Event Scheduler

Here are some examples of shedulers:

http://www.switchking.se/images/stories/switchking/screenshots/client/v3.0/SKMainDevicesBig.PNG
And:

I agree with your scheduling requirements:

  • Different modes like Home, and Away .
  • Weekday based scheduling: Mo-Fri, weekends eg. “Do this on Mo, Tu and Fri”
  • Relate to sunset/rise “I want my lamps to turn on 20 min before sunset” or " Lamps should be turned on at 06:00 and be on until at least 08:00. if it is dark and 08:00 they should stay on, but no longer than to 09:00"

One of these examples above have javabeans code that execute, Before, On , After the sheduled event: Return code of “Before” determines if event occurs. “On” is executed (iirc) instead of the event. “After” always runs. In my view, triggered code is a nice way of being able to extend the scheduled for more complicated scenarios.

In one you create sceduled for a device, in the other you create scedules, and attach devices to that schedule. (again IIRC)

The examples I’ve given maneuver devices using Tellstick, but I think that in OH it should trigger events.(?)

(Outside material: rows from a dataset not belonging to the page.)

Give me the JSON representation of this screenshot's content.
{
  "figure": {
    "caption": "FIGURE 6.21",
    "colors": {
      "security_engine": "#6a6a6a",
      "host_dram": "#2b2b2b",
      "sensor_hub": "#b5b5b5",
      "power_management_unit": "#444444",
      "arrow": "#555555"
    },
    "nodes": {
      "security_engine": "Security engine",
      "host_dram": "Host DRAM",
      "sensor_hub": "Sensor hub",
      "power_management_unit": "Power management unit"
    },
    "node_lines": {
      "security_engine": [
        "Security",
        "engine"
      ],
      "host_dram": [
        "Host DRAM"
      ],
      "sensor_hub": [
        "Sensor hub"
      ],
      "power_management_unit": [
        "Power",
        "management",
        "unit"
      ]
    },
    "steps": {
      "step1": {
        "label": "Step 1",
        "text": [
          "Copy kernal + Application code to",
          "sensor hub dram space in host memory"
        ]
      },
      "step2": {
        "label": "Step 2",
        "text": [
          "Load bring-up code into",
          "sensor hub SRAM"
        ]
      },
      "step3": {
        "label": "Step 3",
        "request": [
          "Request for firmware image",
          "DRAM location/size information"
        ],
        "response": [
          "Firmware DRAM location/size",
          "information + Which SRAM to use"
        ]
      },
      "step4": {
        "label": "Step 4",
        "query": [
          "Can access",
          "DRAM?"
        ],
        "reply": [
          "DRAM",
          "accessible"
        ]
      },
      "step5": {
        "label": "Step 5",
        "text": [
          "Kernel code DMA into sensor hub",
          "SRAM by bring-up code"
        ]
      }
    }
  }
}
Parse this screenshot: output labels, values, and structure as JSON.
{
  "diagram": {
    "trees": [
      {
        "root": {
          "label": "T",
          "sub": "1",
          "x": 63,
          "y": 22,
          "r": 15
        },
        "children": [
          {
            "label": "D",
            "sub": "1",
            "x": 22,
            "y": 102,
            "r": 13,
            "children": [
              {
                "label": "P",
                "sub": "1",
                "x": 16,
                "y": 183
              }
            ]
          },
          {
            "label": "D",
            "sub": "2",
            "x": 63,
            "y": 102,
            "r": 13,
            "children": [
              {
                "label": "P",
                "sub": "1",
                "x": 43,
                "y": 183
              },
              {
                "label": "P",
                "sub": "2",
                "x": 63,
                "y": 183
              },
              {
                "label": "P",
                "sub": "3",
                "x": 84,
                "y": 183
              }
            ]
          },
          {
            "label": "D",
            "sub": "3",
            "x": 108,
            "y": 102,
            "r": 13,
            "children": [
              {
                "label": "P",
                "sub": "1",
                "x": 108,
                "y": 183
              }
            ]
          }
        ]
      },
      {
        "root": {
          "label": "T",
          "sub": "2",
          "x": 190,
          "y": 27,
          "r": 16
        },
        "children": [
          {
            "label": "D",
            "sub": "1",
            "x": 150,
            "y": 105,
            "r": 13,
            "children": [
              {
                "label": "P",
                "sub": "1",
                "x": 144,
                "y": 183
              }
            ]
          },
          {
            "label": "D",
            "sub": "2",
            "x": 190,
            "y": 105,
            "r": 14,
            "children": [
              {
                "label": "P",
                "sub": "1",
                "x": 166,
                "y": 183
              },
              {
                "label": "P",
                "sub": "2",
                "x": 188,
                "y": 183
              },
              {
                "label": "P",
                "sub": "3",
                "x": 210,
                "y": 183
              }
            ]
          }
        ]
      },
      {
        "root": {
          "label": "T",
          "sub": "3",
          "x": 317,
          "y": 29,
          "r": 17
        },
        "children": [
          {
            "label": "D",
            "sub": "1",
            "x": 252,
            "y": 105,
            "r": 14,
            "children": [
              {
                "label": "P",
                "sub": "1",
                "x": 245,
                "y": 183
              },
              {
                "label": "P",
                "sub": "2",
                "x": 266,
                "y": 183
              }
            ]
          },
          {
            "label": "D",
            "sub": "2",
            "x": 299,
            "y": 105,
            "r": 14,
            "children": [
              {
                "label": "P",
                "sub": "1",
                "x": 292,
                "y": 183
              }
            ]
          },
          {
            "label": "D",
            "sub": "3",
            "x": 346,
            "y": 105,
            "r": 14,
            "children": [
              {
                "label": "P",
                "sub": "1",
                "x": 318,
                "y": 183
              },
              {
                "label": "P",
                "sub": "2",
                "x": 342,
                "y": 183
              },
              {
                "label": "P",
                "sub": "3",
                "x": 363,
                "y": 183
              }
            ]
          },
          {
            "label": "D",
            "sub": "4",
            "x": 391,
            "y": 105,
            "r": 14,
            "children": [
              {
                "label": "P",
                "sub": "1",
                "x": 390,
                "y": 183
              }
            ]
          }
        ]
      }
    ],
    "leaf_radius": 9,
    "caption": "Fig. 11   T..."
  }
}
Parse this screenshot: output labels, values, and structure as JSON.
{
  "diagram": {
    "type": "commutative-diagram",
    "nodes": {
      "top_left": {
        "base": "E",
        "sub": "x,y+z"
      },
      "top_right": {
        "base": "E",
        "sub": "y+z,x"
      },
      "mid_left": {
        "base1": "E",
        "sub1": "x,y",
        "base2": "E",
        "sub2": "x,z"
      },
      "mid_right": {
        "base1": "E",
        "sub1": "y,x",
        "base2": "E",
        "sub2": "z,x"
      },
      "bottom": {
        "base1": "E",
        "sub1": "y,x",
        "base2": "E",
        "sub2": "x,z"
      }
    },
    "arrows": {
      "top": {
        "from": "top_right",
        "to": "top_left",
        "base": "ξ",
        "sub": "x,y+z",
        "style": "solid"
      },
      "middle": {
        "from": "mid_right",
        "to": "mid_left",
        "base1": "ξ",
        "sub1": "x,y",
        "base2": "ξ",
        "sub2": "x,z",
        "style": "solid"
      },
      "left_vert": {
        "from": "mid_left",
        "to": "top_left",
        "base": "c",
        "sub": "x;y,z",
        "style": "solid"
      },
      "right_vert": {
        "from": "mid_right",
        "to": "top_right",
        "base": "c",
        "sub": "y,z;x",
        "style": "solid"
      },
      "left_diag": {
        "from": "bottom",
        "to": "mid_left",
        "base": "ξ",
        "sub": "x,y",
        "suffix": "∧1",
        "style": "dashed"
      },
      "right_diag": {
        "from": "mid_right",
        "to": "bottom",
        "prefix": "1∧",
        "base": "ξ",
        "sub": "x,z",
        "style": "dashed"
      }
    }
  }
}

First and foremost the discussion should be about functional requirements and end user experience.

Hi all.
For the last ten years I’ve been using a solution built by myself and a friend in PHP/MySQL (and used by a few hundred people over the world). I’m starting to think about move over to openHAB instead (as both user and contributor). I’m a bit confused though to see that scheduling doesn’t seem to be available, I thought that was one of the cornerstones of most home automation.

So I’d just like to put in my five cents about features that would be useful:

First natural thing would be to do something on specific times and weekdays. For example the following schedule in our interface that for every mon-fri turns on some lamps at 05:50, off again 08:10, on again when it’s getting dark (below 100 lux) and then off again at 23:00:

I think our notion of a “schedule” containing “activations” is kinda natural.

Another thing that we’ve got that I wouldn’t want to be without is a function that allows me to schedule that my engine should be warm at 07:00 every morning. The system then turns the engine heater on at the right time before departure (we’re using the formula (-temp/10 * 60) + 60 for this, with a roof of 120 minutes).

So is there any ongoing work on this? Anywhere I could kick in and start helping?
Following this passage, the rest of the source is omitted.